The Health Department estimates that anywhere from 5,000 to 15,000 patients could register for the program, and Ehlinger has the discretion to expand the program to other conditions, including intractable pain, with the Legislature's blessing. In many states, pain patients make up the bulk of patients enrolled in the program -- 93 percent of patients in Colorado's medical marijuana program listed pain as one of their qualifying medical conditions, according to the health department.

"Medical cannabis is not the cure-all some portray it to be," said Dr. Kyle Kingsley, a Minnesota emergency room physician and founder of Minnesota Medical Solutions. "But it can alleviate the suffering of many, and that's a great thing for these patients."

Kinglsey, who literally wrote the book on medical marijuana -- co-authoring "Medical Cannabis Primer for Healthcare Providers" -- said MinnMed's founders also "respect the fact that some Minnesotans are unsettled about medical cannabis. We take their apprehensions very seriously. In fact, we are doing this because we share their concerns and we want to do things the responsible and right way."

The medical marijuana applicants submitted reams of information to the state about their facilities, their business plans, their finances and their manufacturing processes. Assistant Health Commissioner Manny Munson-Regala flashed slideshow pictures of the mountains of data and documents each applicant supplied for review by a panel of state officials, patient advocates and medical and public safety experts.

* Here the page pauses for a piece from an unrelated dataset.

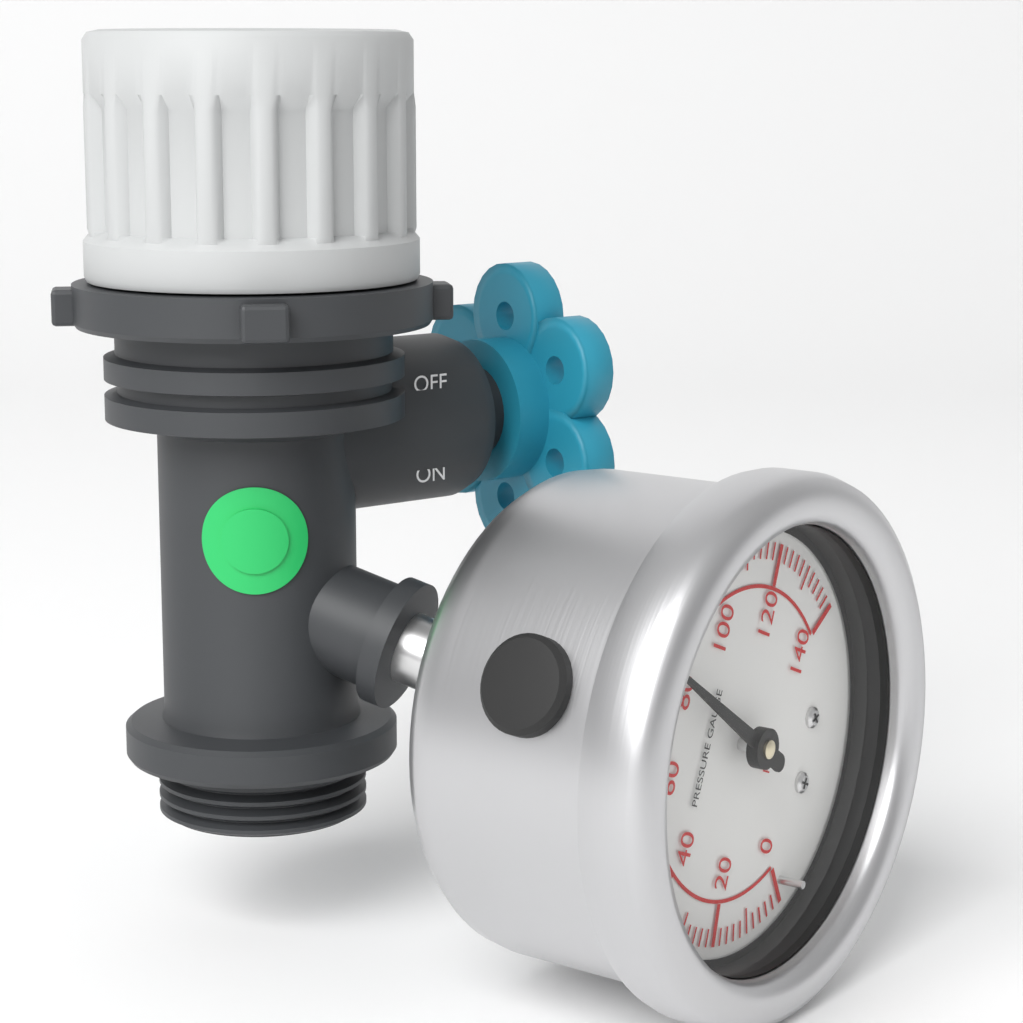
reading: 80 psi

"What I'm showing you here is the stack of applications our panelists had to review. It was a good workout," Munson-Regala said. "Over here is a [three-deep stack of boxes on] a dolly -- that was one panelist returning his files."

The Cottage Grove and Otsego city councils signed off on the manufacturing facilities back in September. LeafLine estimates that its facility will employ 35 people initially, and that building the manufacturing facility and greenhouse will create 100 construction jobs. MinnMed told Otsego city officials it expects to employ about 10 people at its facility initially, ramping up to as many as 100 over the next five years. MinnMed estimates that it will employ six to 15 people at the Otsego facility in the first year, with another three to five workers at each of its four dispensaries.

The Legislature called for eight distribution centers in the state, one per congressional district. But the current map leaves patients in many parts of the state -- including the entire southwest corner and the Arrowhead -- hours away from the nearest dispensary. The state may take another look at the number and location of the retail facilities at a later date.

A few Minnesota communities have shied away from the idea of welcoming a marijuana facility to town. Duluth, which spent years locked in legal battles with a local head shop, imposed a temporary moratorium on even debating the issue. Otsego saw not just a chance to advance medical research and help patients, but an economic development opportunity.

"Medical cannabis is a business authorized by State law, and Otsego welcomes MinnMed to the City, as we would any other legal business, to further our economic development goals of creating opportunities for living wage employment and expanding tax base," Otsego Mayor Jessica Stockamp said in a statement.